Olivia Holt, who already has good taste in choosing genre mash-ups (Totally Killer, Heart Eyes, Jingle Bell Heist), plays Sloane, a high schooler who has grown even more depressed after her slightly older sister Lily (Joelle Farrow) left home. Right before she’s about to leave a suicide note and take her own life, Sloane and her abusive father (Jeff Roop) discover chaos in their neighborhood — infected people running around and biting each other. Not another zombie outbreak! Sloane ends up fleeing and holing up in her high school with a group of fellow classmates, including nice guy Rhys (Troy Gutierrez), hothead Cary (Corteon Moore), and twin siblings Grace (Chloe Avakian) and Trace (Carson MacCormac). They will do what they have to do to survive.
Knowing how to create a palpable sense of anything-can-happen danger with horror indies Backcountry and Pyewacket, writer-director-producer Adam MacDonald is an auspicious talent to bring this material to life. He has an expert handle on pacing, being relentless when the story calls for it and then slowing down when necessary, and there’s also a lot of cool, jittery camerawork on display. What makes This Is Not a Test stand out from the rest of the undead pack, though, is the underlying sadness associated with its suicidal protagonist. Putting an emotionally fragile person into an apocalypse is an interesting idea; they feel like they have nothing more to live for until getting thrown into an unthinkable life-or-death scenario. Think of it as hardcore therapy.

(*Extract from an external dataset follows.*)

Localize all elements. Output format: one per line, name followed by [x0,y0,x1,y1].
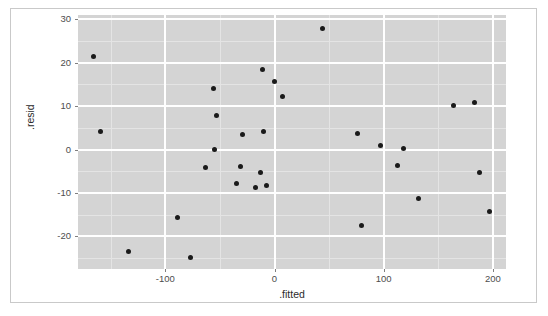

The film somehow isn’t completely dour or without a shred of hope, and there’s an angry, punk-rock sensibility made even more cathartic with gory, brain-smashing viscera and violence. Holt is very good at conveying heartbreaking anguish (and guttural screaming) as Sloane, who feels like she has nothing left to live for before and during a zombie apocalypse. Corteon Moore (From) brings a cool, calculated swagger to self-appointed leader Cary, while the remaining three actors are fully competent without making as much of an impression as Holt and Moore. Certified hunk Luke Macfarlane is an unexpected face to see, popping up and adding a jolt of interest as the kids’ English teacher Mr. Baxter.

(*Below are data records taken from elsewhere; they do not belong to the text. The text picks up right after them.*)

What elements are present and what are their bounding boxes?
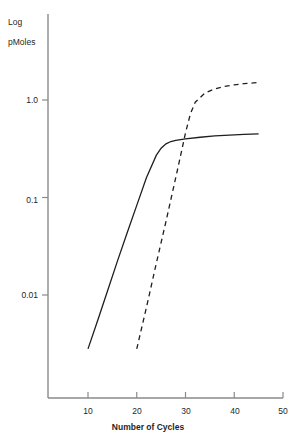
x-tick-marks <box>88 392 283 398</box>
plot-area <box>0 0 296 441</box>
y-tick-marks <box>42 100 48 295</box>
series-line-solid <box>88 134 259 349</box>
series-line-dashed <box>137 83 259 349</box>
chart-container: Log pMoles 1.0 0.1 0.01 10 20 30 40 50 N… <box>0 0 296 441</box>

MacDonald’s script blessedly saves the explanations for the zombie infection, but it unfortunately doesn’t mine enough characterization, Sloane besides. With all of that time to kill (there’s even a drinking game scene), you’d think these characters would have more to spill besides Rhys being a nice guy who always noticed Sloane. With that, a later dumbed-down decision from one of them comes out of nowhere—we were all dumb teenagers at one point, sure, but come on—only to put them further in harm’s way. Though a little slighter than it should be, This Is Not a Test is intensely rattling at times and a mostly life-affirming take on this left-for-dead subgenre.
Rating: 3/5
This Is Not a Test hits theaters on February 20, 2026.